Research output: Contribution to Journal/MagazineJournal articlepeer-review

Published
<mark>Journal publication date</mark>01/2010
<mark>Journal</mark>Studies in Theatre and Performance
Issue number1
Volume30
Number of pages14
Pages (from-to)101-114
Publication StatusPublished
<mark>Original language</mark>English

Abstract

This article explores dramaturgical functions of visibly displayed text in contemporary postdramatic theatre. By analysing a variety of performance examples – from seminal performances, by the Wooster Group and Forced Entertainment, to very recent performances, by companies like Proto-type Theatre, Apocryphal Theatre and The Strange Names Collective – it identifies functions such as the opening up of gaps between source material and performance/performer and the use of text as a ‘player’ in live improvisation and as an acknowledged prompter for performativity. It proposes that exposed textuality is often used to reflect on the intensely mediatised state of our lives.

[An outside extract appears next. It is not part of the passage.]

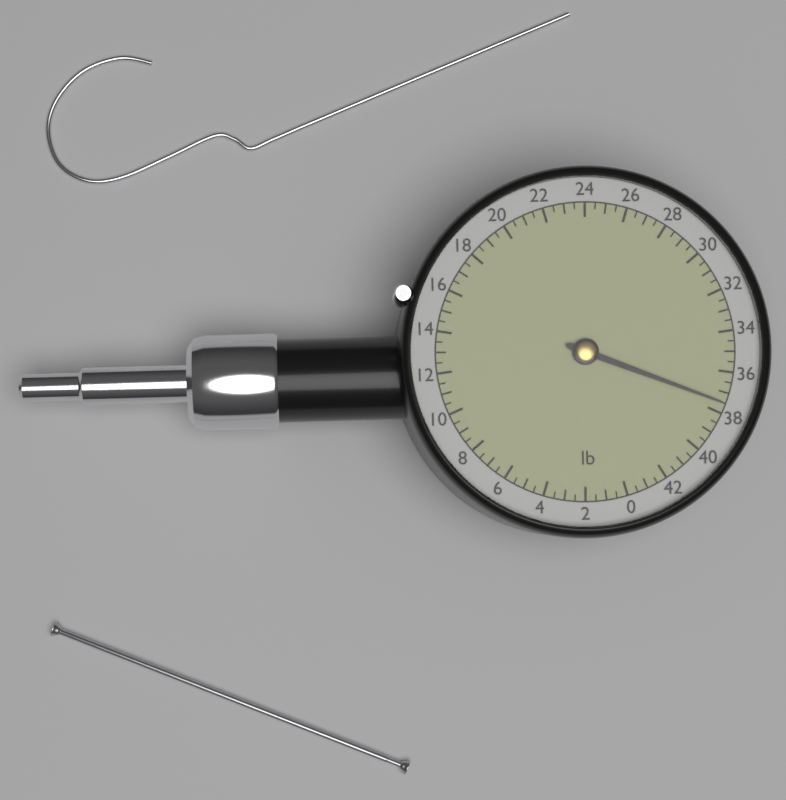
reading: 37.5 lb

Furthermore, it revisits an earlier debate about the subversion of presence by exposed writing (with reference to Elinor Fuchs) and proposes that it is more accurate to speak of a mutual infiltration of speech by writing and writing by speech/performance. Finally, it suggests that the openly exhibited tension between text and performer can be mobilized for a political aesthetic, creating spaces to expose culturally dominant ‘scripts’.